SOURCES of information for this paper:

 

                Personal interview with Paul S. Abney, Dallas, March 17, 1987

 

                Personal interview in Lufkin, March 19, 1987 with Lillian Abney, who married Dr. Earl B. Medford

 

                Personal interview in Lufkin, March 19, 1987 with Margaret Abney, who married Colonel Walter C. Sanders. 

 

                Personal interview in Lufkin, March 19, 1987 with Tempe Lou Medford, who married Jerrell Durham.

 

                Handwritten notes of Martha Dixon Chapman Sharpe describing her family, mother of this writer.

 

                Personal interviews with Martha de Noailles Sharpe Ehlers, sister of this writer. 

 

                Land of the Little Angel, A History of Angelina Country, Texas, Compiled by the Angelina County Historical Survey Committee, Lufkin Printing Company, 1976. 

 

                History and Descriptions of Angelina County, Texas, compiled & published by R. W. Haltom, Editor of The Leader, Lufkin, Texas, 1888. 

 

                Cemetery Records, Angelina County, Texas, Vol I & Vol II, 1969-1981, Lufkin Genealogical and Historical Society, 107 E. Lufkin Ave., 75901. 

 

                Angelina County, Texas Marriage Records, 1846-1897, compiled by Helen Swenson, 1981. 

 

                Abney, compilation of John Hensell, 7720 Bradford Street, Houston, Texas, 77017, genealogical Abney listings back to 700's A.D.  (This writer received Hensell's document from Mr. Fred S. Abney). 
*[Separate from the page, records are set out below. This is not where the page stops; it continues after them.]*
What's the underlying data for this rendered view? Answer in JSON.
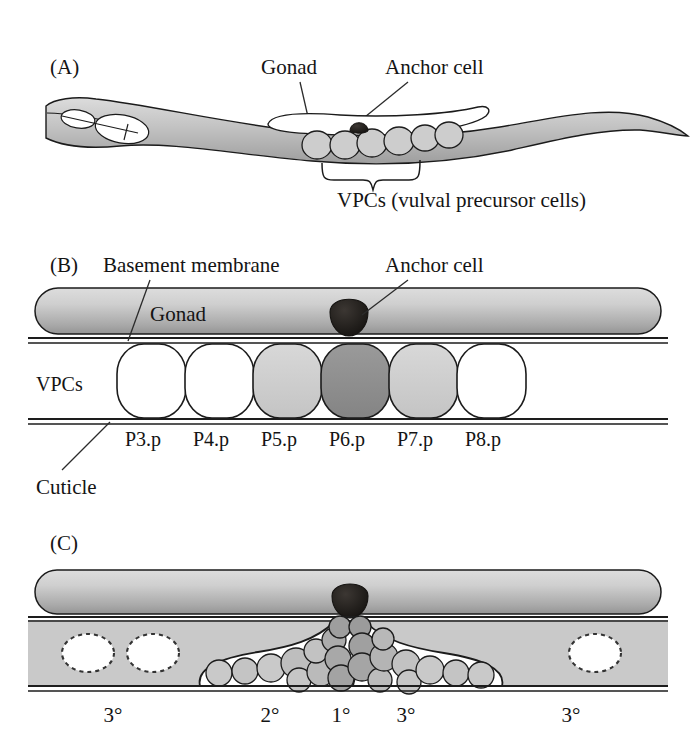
{
  "figure": {
    "background_color": "#ffffff",
    "ink_color": "#141414"
  },
  "palette": {
    "body_gray_light": "#d4d4d4",
    "body_gray_mid": "#b6b6b6",
    "body_gray_dark": "#9a9a9a",
    "gonad_light": "#d9d9d9",
    "gonad_dark": "#9d9d9d",
    "anchor_cell": "#1d1a18",
    "vpc_white": "#ffffff",
    "vpc_light_gray": "#cfcfcf",
    "vpc_dark_gray": "#8f8f8f",
    "band_gray": "#c9c9c9",
    "descendant_light": "#c4c4c4",
    "descendant_mid": "#b0b0b0",
    "descendant_dark": "#9b9b9b",
    "outline": "#1b1b1b"
  },
  "panels": [
    {
      "id": "A",
      "label": "(A)",
      "annotations": [
        {
          "name": "gonad",
          "text": "Gonad"
        },
        {
          "name": "anchor-cell",
          "text": "Anchor cell"
        },
        {
          "name": "vpcs",
          "text": "VPCs (vulval precursor cells)"
        }
      ],
      "vpc_count": 6
    },
    {
      "id": "B",
      "label": "(B)",
      "annotations": [
        {
          "name": "basement-membrane",
          "text": "Basement membrane"
        },
        {
          "name": "anchor-cell",
          "text": "Anchor cell"
        },
        {
          "name": "gonad",
          "text": "Gonad"
        },
        {
          "name": "vpcs",
          "text": "VPCs"
        },
        {
          "name": "cuticle",
          "text": "Cuticle"
        }
      ],
      "cells": [
        {
          "name": "P3.p",
          "label": "P3.p",
          "fill": "#ffffff"
        },
        {
          "name": "P4.p",
          "label": "P4.p",
          "fill": "#ffffff"
        },
        {
          "name": "P5.p",
          "label": "P5.p",
          "fill": "#cfcfcf"
        },
        {
          "name": "P6.p",
          "label": "P6.p",
          "fill": "#8f8f8f"
        },
        {
          "name": "P7.p",
          "label": "P7.p",
          "fill": "#cfcfcf"
        },
        {
          "name": "P8.p",
          "label": "P8.p",
          "fill": "#ffffff"
        }
      ]
    },
    {
      "id": "C",
      "label": "(C)",
      "fates": [
        {
          "name": "fate-tertiary-left-outer",
          "label": "3°",
          "x": 113
        },
        {
          "name": "fate-secondary",
          "label": "2°",
          "x": 270
        },
        {
          "name": "fate-primary",
          "label": "1°",
          "x": 341
        },
        {
          "name": "fate-tertiary-right",
          "label": "3°",
          "x": 406
        },
        {
          "name": "fate-tertiary-right-outer",
          "label": "3°",
          "x": 571
        }
      ],
      "fused_cells": 3
    }
  ]
}
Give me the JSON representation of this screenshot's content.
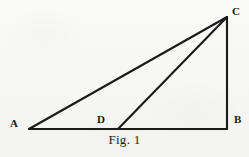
{
  "figure": {
    "caption": "Fig. 1",
    "background_color": "#f7f7f6",
    "ink_color": "#1a1a1a",
    "width": 249,
    "height": 157
  },
  "diagram": {
    "type": "geometry-line-drawing",
    "shape": "right triangle with cevian",
    "stroke_color": "#1a1a1a",
    "stroke_width": 2.1,
    "points": [
      {
        "id": "A",
        "label": "A",
        "x": 29,
        "y": 129,
        "role": "vertex",
        "position": "bottom-left"
      },
      {
        "id": "D",
        "label": "D",
        "x": 118,
        "y": 129,
        "role": "point-on-segment",
        "position": "on-base-AB"
      },
      {
        "id": "B",
        "label": "B",
        "x": 227,
        "y": 129,
        "role": "vertex",
        "position": "bottom-right"
      },
      {
        "id": "C",
        "label": "C",
        "x": 227,
        "y": 17,
        "role": "vertex",
        "position": "top-right"
      }
    ],
    "segments": [
      {
        "id": "AB",
        "from": "A",
        "to": "B",
        "name": "base"
      },
      {
        "id": "BC",
        "from": "B",
        "to": "C",
        "name": "vertical-leg"
      },
      {
        "id": "AC",
        "from": "A",
        "to": "C",
        "name": "hypotenuse"
      },
      {
        "id": "DC",
        "from": "D",
        "to": "C",
        "name": "cevian"
      }
    ],
    "labels": {
      "A": "A",
      "B": "B",
      "C": "C",
      "D": "D"
    }
  }
}
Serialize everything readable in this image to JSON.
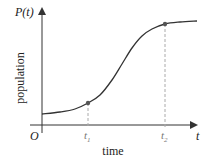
{
  "chart_data": {
    "type": "line",
    "title": "",
    "xlabel": "time",
    "ylabel": "population",
    "y_axis_title": "P(t)",
    "x_axis_title": "t",
    "origin_label": "O",
    "x_ticks": [
      {
        "label": "t",
        "sub": "1",
        "x": 88
      },
      {
        "label": "t",
        "sub": "2",
        "x": 165
      }
    ],
    "series": [
      {
        "name": "P(t)",
        "description": "logistic (S-shaped) growth curve",
        "points_px": [
          [
            42,
            114
          ],
          [
            60,
            112
          ],
          [
            75,
            109
          ],
          [
            88,
            103
          ],
          [
            100,
            95
          ],
          [
            112,
            80
          ],
          [
            122,
            64
          ],
          [
            132,
            48
          ],
          [
            142,
            36
          ],
          [
            152,
            29
          ],
          [
            165,
            24
          ],
          [
            180,
            22
          ],
          [
            197,
            21
          ]
        ]
      }
    ],
    "marked_points": [
      {
        "label": "t1",
        "x": 88,
        "y": 103
      },
      {
        "label": "t2",
        "x": 165,
        "y": 24
      }
    ],
    "grid": false,
    "legend": "none",
    "colors": {
      "curve": "#333333",
      "axis": "#333333",
      "dashed": "#aaaaaa",
      "point": "#555555"
    }
  }
}
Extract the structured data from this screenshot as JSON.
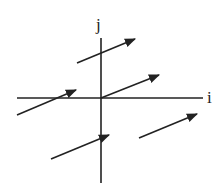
{
  "diagram": {
    "type": "vector-field",
    "colors": {
      "stroke": "#222222",
      "background": "#ffffff"
    },
    "axes": {
      "horizontal": {
        "label": "i",
        "x1": 17,
        "y1": 98,
        "x2": 203,
        "y2": 98
      },
      "vertical": {
        "label": "j",
        "x1": 101,
        "y1": 38,
        "x2": 101,
        "y2": 183
      }
    },
    "arrows": [
      {
        "x1": 77,
        "y1": 63,
        "x2": 135,
        "y2": 39
      },
      {
        "x1": 101,
        "y1": 98,
        "x2": 159,
        "y2": 75
      },
      {
        "x1": 17,
        "y1": 115,
        "x2": 76,
        "y2": 90
      },
      {
        "x1": 139,
        "y1": 138,
        "x2": 197,
        "y2": 114
      },
      {
        "x1": 51,
        "y1": 159,
        "x2": 109,
        "y2": 135
      }
    ]
  }
}
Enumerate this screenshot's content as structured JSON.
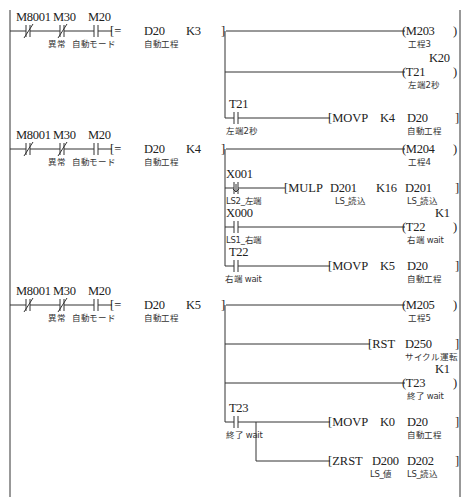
{
  "diagram": {
    "type": "ladder",
    "rungs": [
      {
        "id": "rung1",
        "conditions": [
          {
            "device": "M8001",
            "type": "NC",
            "comment": ""
          },
          {
            "device": "M30",
            "type": "NC",
            "comment": "異常"
          },
          {
            "device": "M20",
            "type": "NO",
            "comment": "自動モード"
          }
        ],
        "compare": {
          "op": "=",
          "s1": "D20",
          "s1_comment": "自動工程",
          "s2": "K3"
        },
        "outputs": [
          {
            "kind": "coil",
            "device": "M203",
            "comment": "工程3"
          },
          {
            "kind": "coil",
            "device": "T21",
            "setting": "K20",
            "comment": "左端2秒"
          },
          {
            "kind": "instruction",
            "contact": "T21",
            "contact_comment": "左端2秒",
            "instr": "MOVP",
            "arg1": "K4",
            "arg2": "D20",
            "arg2_comment": "自動工程"
          }
        ]
      },
      {
        "id": "rung2",
        "conditions": [
          {
            "device": "M8001",
            "type": "NC",
            "comment": ""
          },
          {
            "device": "M30",
            "type": "NC",
            "comment": "異常"
          },
          {
            "device": "M20",
            "type": "NO",
            "comment": "自動モード"
          }
        ],
        "compare": {
          "op": "=",
          "s1": "D20",
          "s1_comment": "自動工程",
          "s2": "K4"
        },
        "outputs": [
          {
            "kind": "coil",
            "device": "M204",
            "comment": "工程4"
          },
          {
            "kind": "instruction",
            "contact": "X001",
            "contact_type": "rising",
            "contact_comment": "LS2_左端",
            "instr": "MULP",
            "arg1": "D201",
            "arg1_comment": "LS_読込",
            "arg2": "K16",
            "arg3": "D201",
            "arg3_comment": "LS_読込"
          },
          {
            "kind": "coil",
            "contact": "X000",
            "contact_comment": "LS1_右端",
            "device": "T22",
            "setting": "K1",
            "comment": "右端wait"
          },
          {
            "kind": "instruction",
            "contact": "T22",
            "contact_comment": "右端wait",
            "instr": "MOVP",
            "arg1": "K5",
            "arg2": "D20",
            "arg2_comment": "自動工程"
          }
        ]
      },
      {
        "id": "rung3",
        "conditions": [
          {
            "device": "M8001",
            "type": "NC",
            "comment": ""
          },
          {
            "device": "M30",
            "type": "NC",
            "comment": "異常"
          },
          {
            "device": "M20",
            "type": "NO",
            "comment": "自動モード"
          }
        ],
        "compare": {
          "op": "=",
          "s1": "D20",
          "s1_comment": "自動工程",
          "s2": "K5"
        },
        "outputs": [
          {
            "kind": "coil",
            "device": "M205",
            "comment": "工程5"
          },
          {
            "kind": "instruction",
            "instr": "RST",
            "arg1": "D250",
            "arg1_comment": "サイクル運転"
          },
          {
            "kind": "coil",
            "device": "T23",
            "setting": "K1",
            "comment": "終了wait"
          },
          {
            "kind": "instruction",
            "contact": "T23",
            "contact_comment": "終了wait",
            "instr": "MOVP",
            "arg1": "K0",
            "arg2": "D20",
            "arg2_comment": "自動工程"
          },
          {
            "kind": "instruction",
            "instr": "ZRST",
            "arg1": "D200",
            "arg1_comment": "LS_値",
            "arg2": "D202",
            "arg2_comment": "LS_読込"
          }
        ]
      }
    ]
  },
  "labels": {
    "r1": {
      "m8001": "M8001",
      "m30": "M30",
      "m20": "M20",
      "m30c": "異常",
      "m20c": "自動モード",
      "op": "[=",
      "d20": "D20",
      "d20c": "自動工程",
      "k": "K3",
      "close": "]",
      "o1": "(M203",
      "o1c": "工程3",
      "o2set": "K20",
      "o2": "(T21",
      "o2c": "左端2秒",
      "c3": "T21",
      "c3c": "左端2秒",
      "i3": "[MOVP",
      "i3a": "K4",
      "i3b": "D20",
      "i3bc": "自動工程"
    },
    "r2": {
      "m8001": "M8001",
      "m30": "M30",
      "m20": "M20",
      "m30c": "異常",
      "m20c": "自動モード",
      "op": "[=",
      "d20": "D20",
      "d20c": "自動工程",
      "k": "K4",
      "close": "]",
      "o1": "(M204",
      "o1c": "工程4",
      "c2": "X001",
      "c2c": "LS2_左端",
      "i2": "[MULP",
      "i2a": "D201",
      "i2ac": "LS_読込",
      "i2b": "K16",
      "i2c": "D201",
      "i2cc": "LS_読込",
      "c3": "X000",
      "c3c": "LS1_右端",
      "o3set": "K1",
      "o3": "(T22",
      "o3c": "右端 wait",
      "c4": "T22",
      "c4c": "右端 wait",
      "i4": "[MOVP",
      "i4a": "K5",
      "i4b": "D20",
      "i4bc": "自動工程"
    },
    "r3": {
      "m8001": "M8001",
      "m30": "M30",
      "m20": "M20",
      "m30c": "異常",
      "m20c": "自動モード",
      "op": "[=",
      "d20": "D20",
      "d20c": "自動工程",
      "k": "K5",
      "close": "]",
      "o1": "(M205",
      "o1c": "工程5",
      "i2": "[RST",
      "i2a": "D250",
      "i2ac": "サイクル運転",
      "o3set": "K1",
      "o3": "(T23",
      "o3c": "終了 wait",
      "c4": "T23",
      "c4c": "終了 wait",
      "i4": "[MOVP",
      "i4a": "K0",
      "i4b": "D20",
      "i4bc": "自動工程",
      "i5": "[ZRST",
      "i5a": "D200",
      "i5ac": "LS_値",
      "i5b": "D202",
      "i5bc": "LS_読込"
    }
  }
}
                Line of descent of a branch of the Abney family from the founding of the ancestral home at Wyvelslie, in Derbyshire, England in 1300 to the birth of Hamp Parton Abney, III at Dallas, Texas, U.S.A., February 30, 1930 by Hamp Parton Abney, Christmas, 1930.  This is a private publication, a copy of which this writer received from Mr. Fred S. Abney. 

 

                An Abridged Autobiography of Some of the Many Incidents and Experiences of James A. Abney, M.D., Confederate Veteran, Brownwood, Texas, June, 1928. 

 

                A June 1, 1983 letter from Alice Goodwin concerning Gertrude L. Chapman's death. 

 

                A Church History bulletin for the February 22, 1987 worship services of the First United Methodist Church of Lufkin, Texas. 

 

                A souvenir program of the "Lufkin:  The Beginning; a Centennial Play," produced at the Lufkin Civic Center, October 15, 16, 17, 1982. 

 

                Dr. Jim, an undated biographical manuscript of Dr. James Addison Abney, written by his son, DeWitt F. Abney, such copy received by this writer from Mr. Fred S. Abney, of Dallas, Texas. 

 

                Old Glory, the 1919 High School Annual of Georgetown, Texas. 

 

                A Georgia Soldier in the Civil War, Robert Duncan Chapman, Houston, Texas, 1929, reprinted by Charles P. Young Company, Houston, Texas, 1994, for distribution by Robert L. Sonfield, Jr, 770 South Post Oak Lane, #435, Houston, Texas 77056-1913.